Let the world see them being cured while American and European AIDS patients died. Approval would come then, without him even asking.





“I’ve never asked,” Lyndsey said, “and you’ve never said. But where did you find these bacteria?”

The time for silence was over. He needed Lyndsey on board-completely. But answering his question about where also meant discussing when.

“Have you ever considered the value of a company that manufactured condoms prior to HIV? Sure, there was a market. What? Several million a year? But after the resurgence of AIDS, billions were manufactured and sold worldwide. And what about the symptomatic drugs? Treating AIDS is the perfect money machine. A triple drug cocktail treatment is twelve to eighteen thousand U.S. dollars a year. Multiply that by the millions infected and you’re talking billions spent on drugs that cure nothing.

“Think about the supply benefits-things like latex gloves, gowns, sterile needles. You have any idea how many millions of sterile needles are bought and distributed in trying to stop the HIV spread among drug users? And, like condoms, the price has gone through the roof. The range here is endless. For a medical supply and manufacturing house, like Philogen, HIV has been a huge cash bonanza.

“Over the past eighteen years, our business has soared, our condom manufacturing plant has tripled in size. Sales went through the roof for all of our products. We even developed a couple of symptomatic drugs that sold well. Ten years ago I took the company public, raised capital, and used the expanding medical supply and drug divisions to fund more expansion. I bought a cosmetics firm, a soap company, a department store chain, and a frozen food business, knowing one day Philogen could easily pay all the debt back.”

“How did you know?”

“I found the bacteria almost thirty years ago. I realized their potential twenty years ago. Then I held the cure for HIV, knowing I could release it at any time.”

He watched the realization take hold.

“And you told no one?”

“Not a soul.” He needed to know if Lyndsey was as amoral as he believed him to be. “Is that a problem? I simply let the market build.”

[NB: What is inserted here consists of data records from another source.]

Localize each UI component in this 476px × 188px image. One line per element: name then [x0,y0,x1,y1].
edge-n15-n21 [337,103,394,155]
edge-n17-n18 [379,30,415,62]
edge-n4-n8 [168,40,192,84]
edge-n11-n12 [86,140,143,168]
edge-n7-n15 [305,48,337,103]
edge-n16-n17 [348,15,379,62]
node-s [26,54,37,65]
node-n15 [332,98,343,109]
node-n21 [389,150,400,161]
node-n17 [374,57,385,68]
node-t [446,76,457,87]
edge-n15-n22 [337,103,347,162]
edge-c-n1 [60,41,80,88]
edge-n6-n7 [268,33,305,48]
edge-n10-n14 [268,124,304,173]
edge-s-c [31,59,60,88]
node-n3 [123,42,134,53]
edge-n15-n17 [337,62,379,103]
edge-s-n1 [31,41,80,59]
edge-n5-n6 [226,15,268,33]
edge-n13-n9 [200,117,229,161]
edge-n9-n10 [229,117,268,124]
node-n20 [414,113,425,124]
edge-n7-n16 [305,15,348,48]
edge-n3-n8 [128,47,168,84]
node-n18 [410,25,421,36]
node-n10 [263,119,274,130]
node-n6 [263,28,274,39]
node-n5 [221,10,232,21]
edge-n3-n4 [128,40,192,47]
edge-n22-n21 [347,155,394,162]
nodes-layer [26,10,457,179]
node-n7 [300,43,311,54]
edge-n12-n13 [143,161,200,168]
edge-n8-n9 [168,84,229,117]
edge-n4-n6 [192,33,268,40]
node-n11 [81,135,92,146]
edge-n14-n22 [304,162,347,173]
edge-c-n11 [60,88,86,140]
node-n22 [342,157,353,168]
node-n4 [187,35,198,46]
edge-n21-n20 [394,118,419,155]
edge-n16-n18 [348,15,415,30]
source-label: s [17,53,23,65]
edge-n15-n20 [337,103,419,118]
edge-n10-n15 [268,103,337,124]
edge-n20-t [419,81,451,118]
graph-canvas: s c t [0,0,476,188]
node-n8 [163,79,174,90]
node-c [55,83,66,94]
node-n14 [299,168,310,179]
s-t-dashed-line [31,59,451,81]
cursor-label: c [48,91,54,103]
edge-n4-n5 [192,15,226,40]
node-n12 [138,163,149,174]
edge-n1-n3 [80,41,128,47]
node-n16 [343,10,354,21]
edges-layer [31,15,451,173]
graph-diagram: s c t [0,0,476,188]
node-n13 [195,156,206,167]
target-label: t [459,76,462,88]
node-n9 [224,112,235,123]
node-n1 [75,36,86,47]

“Knowing that you didn’t have a partial fix, something the virus would eventually work around. Knowing you had the cure. The one way to totally destroy HIV. Even if somebody eventually found a drug to quell the virus, yours worked better, faster, safer, and costs pe

“That was the idea.”

“It didn’t matter to you that people were dying by the millions?”

“And you think the world cares about AIDS? Get real, Grant. Lots of talk, little action. It’s a unique disease. The perception is that it mainly kills blacks, gays, and drug users. The whole epidemic has rolled back a big rotting log and revealed all the squirming life underneath-the main themes of our existence-sex, death, power, money, love, hate, panic. In nearly every way that AIDS has been conceptualized, imagined, researched, and financed, it’s become the most political of diseases.”

And what Karyn Walde said earlier came to mind. It’s just not killing the right people yet.

“What about the other pharmaceutical companies?” Lyndsey said. “Weren’t you afraid they’d find a cure?”

“A risk, but I’ve kept a close eye on our competition. Let’s just say that their research bought little more than mistakes.” He was feeling good. After all this time, he liked talking about it. “Would you like to see where the bacteria live?”